I continue to get mixed signals regarding how advanced CFOs are with their journey to become the “strategic advisor” that is so frequently mentioned in finance and accounting magazines. But I am unsure how much the evidence supports the vision.
The CFOs who are bold will candidly describe their managerial accounting practices and systems as aged and Medieval at the extreme. The bold ones are unafraid to admit that their existing reported information is both flawed with inaccurate costs and incomplete by not providing P&Ls by customer including channel, selling, customer service, and marketing related “costs to serve” which are arguably more important than product costs.
Strategic CFOs – reality or myth?
The CFOs who are bold will candidly describe their managerial accounting practices and systems as aged and Medieval at the extreme. The bold ones are unafraid to admit that their existing reported information is both flawed with inaccurate costs and incomplete by not providing P&Ls by customer including channel, selling, customer service, and marketing related “costs to serve” which are arguably more important than product costs.
I believe the impediment preventing CFOs from being more progressive is that they do not sufficiently understand the decision-making needs of the various departments they serve
Why do CFOs hold back?
The commonly accepted explanations for lack of progress include:
Financial accounting dominates over managerial accounting – CFOs’ attention to regulatory compliance and investment community reporting is a fiduciary responsibility, but it detracts from time to improve internal reporting for insights and better decisions.
Misconception of complexity – CFOs often view the effort to produce more detailed and accurate costing as excessively complicated and therefore not worth the effort. So, the status quo holds. In practice, costing involves “right-sizing” modeling and not T-account journal entries. The design stops when there are diminishing returns on extra accuracy for the incremental level of effort to collect, validate, calculate, and report the information.

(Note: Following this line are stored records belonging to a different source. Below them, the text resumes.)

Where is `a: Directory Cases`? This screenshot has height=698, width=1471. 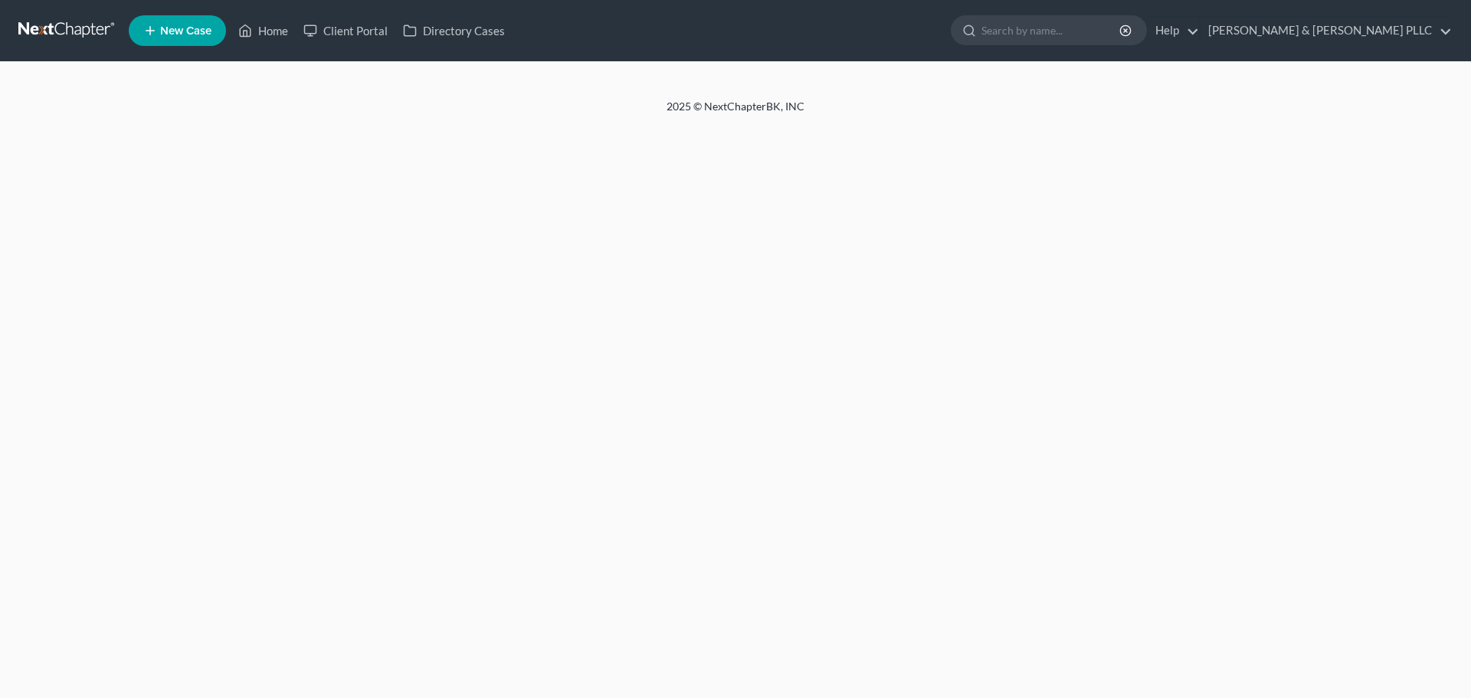
a: Directory Cases is located at coordinates (454, 31).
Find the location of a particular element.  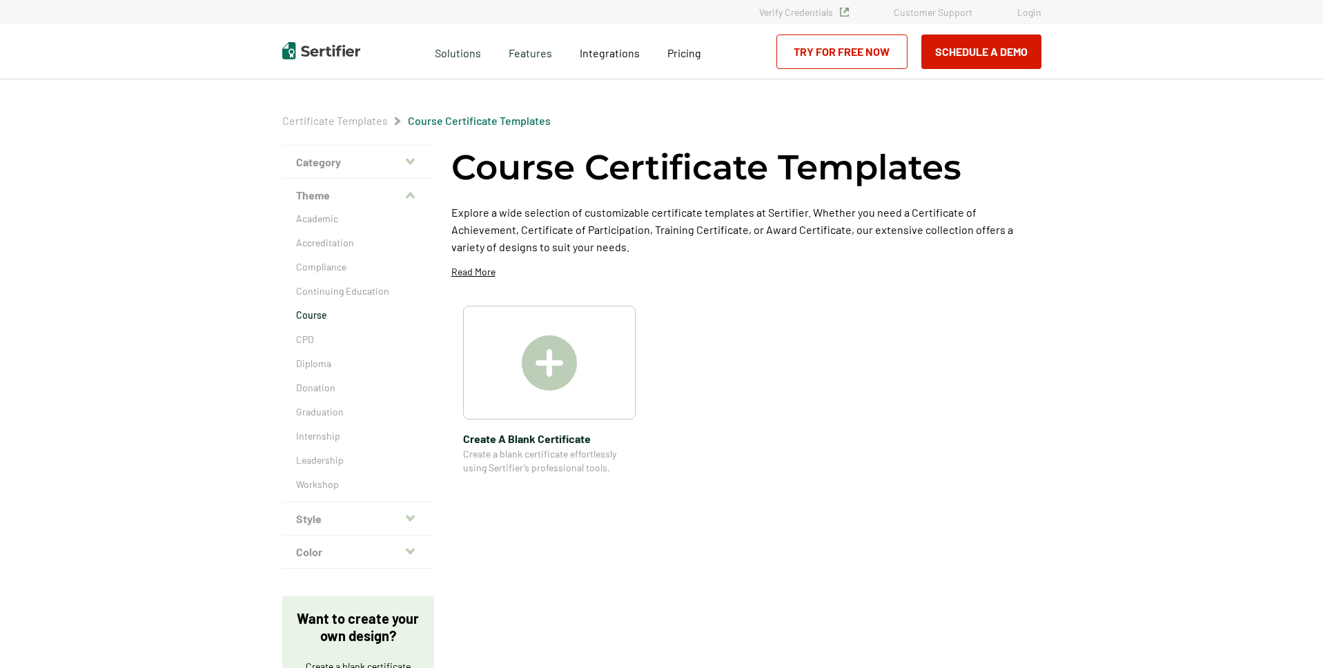

p: Academic is located at coordinates (358, 219).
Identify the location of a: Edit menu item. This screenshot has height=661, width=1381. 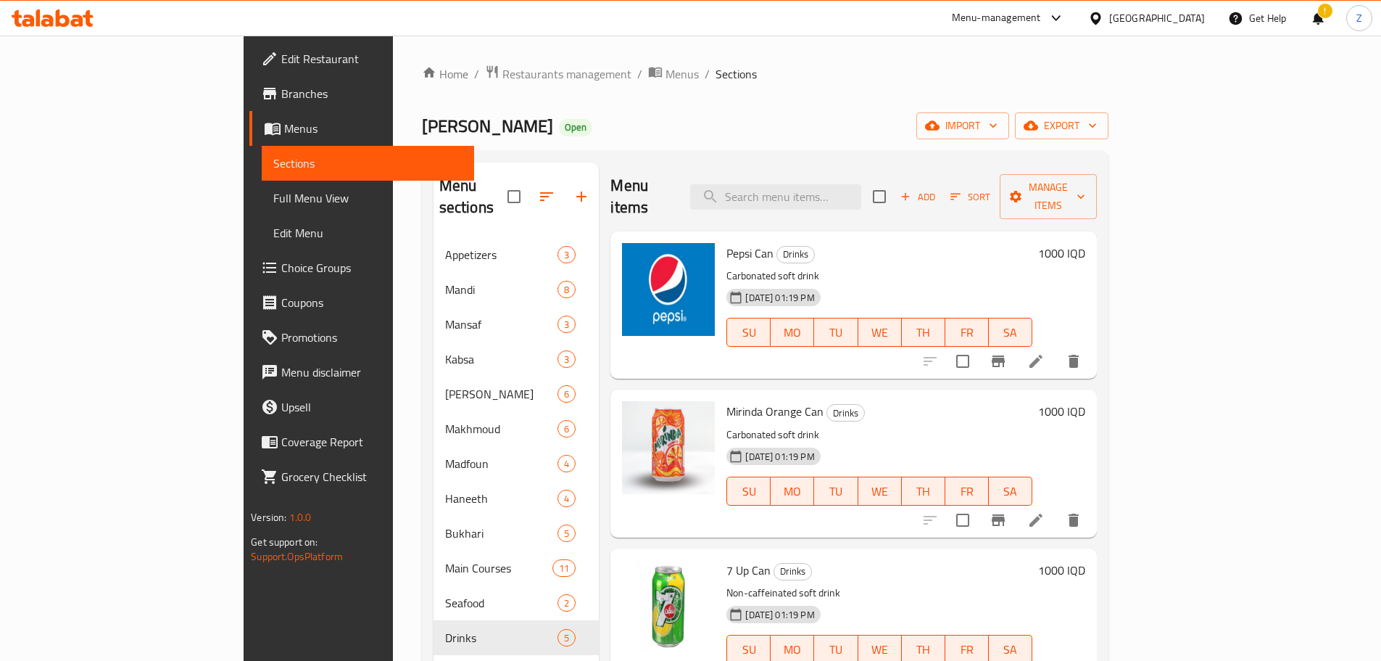
(1036, 361).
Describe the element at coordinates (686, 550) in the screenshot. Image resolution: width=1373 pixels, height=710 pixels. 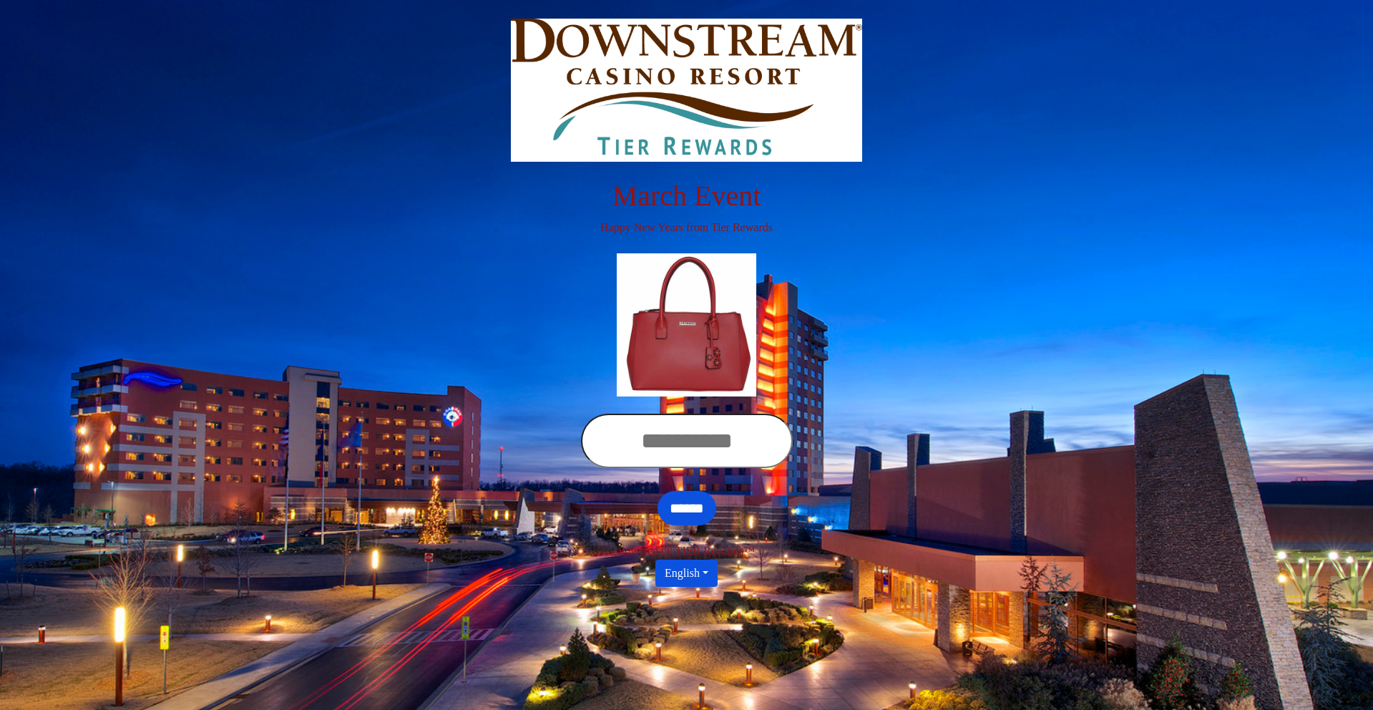
I see `span: Powered by TIER Rewards™` at that location.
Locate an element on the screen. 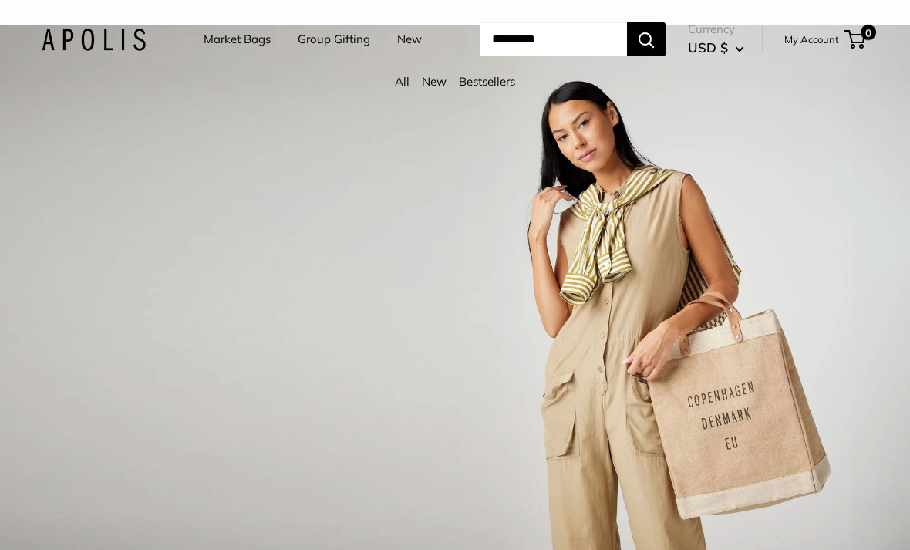 The width and height of the screenshot is (910, 550). span: Currency is located at coordinates (716, 29).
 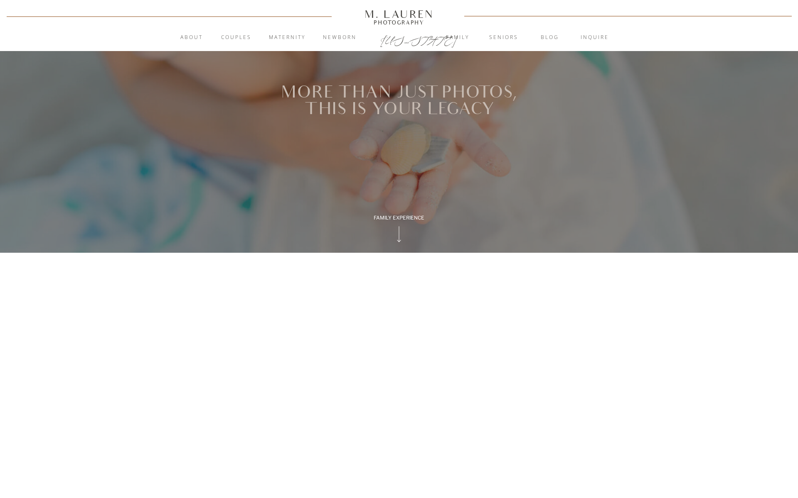 I want to click on div: M. Lauren, so click(x=399, y=14).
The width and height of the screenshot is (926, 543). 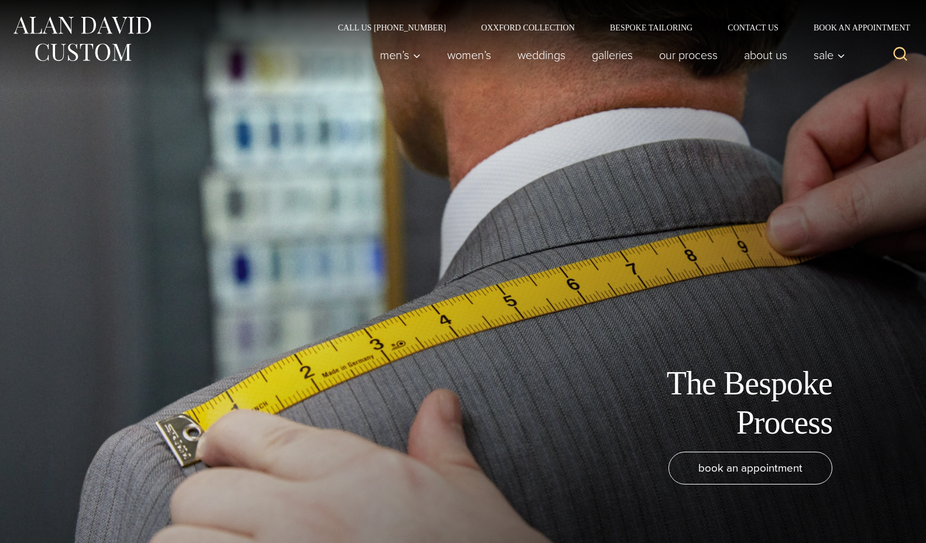 I want to click on img: Alan David Custom, so click(x=82, y=39).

Fear of two sets of books – CFOs fear that calculating internal cost different from GAAP rules for external financial reporting will confuse their managers.
My theory
Although there is some validity to those three explanations, I believe the impediment preventing CFOs from being more progressive is that they do not sufficiently understand the decision-making needs of the various departments they serve, such as marketing, sales, and operations. Today, with increasing global volatility, faster moves from competitors, and the shift of power from suppliers to buying customers, a company’s internal department users of managerial accounting information need a much sharper pencil than in the past. They need to know the ROI on a marketing campaign and how profitable a customer is, not just how large a customer’s sales volume is.
A CFO or accountant with an MBA is not enough to fully appreciate what it is like to walk in the shoes of a CMO, VP of sales, or VP of operations
A CFO or accountant with an MBA is not enough to fully appreciate what it is like to walk in the shoes of a CMO, VP of sales, or VP of operations. As CFOs take more time to understand the goals and processes of these functions, they will cross that bridge to become the strategic advisor and contributor that so many magazines proclaim that CFOs already are. They will be vanguard CFOs.
About Gary Cokins
Gary Cokins (Cornell University BS IE/OR, 1971; Northwestern University Kellogg MBA 1974) is an internationally recognized expert, speaker, and author in advanced cost management and enterprise performance and risk management systems. He is the founder of Analytics-Based Performance Management LLC, an advisory firm located in Cary, North Carolina. He began his career in industry with a Fortune 100 company in CFO and operations roles. He then worked 15 years in consulting with Deloitte, KPMG, and EDS. From 1997 until recently Gary was a Principal Consultant with SAS.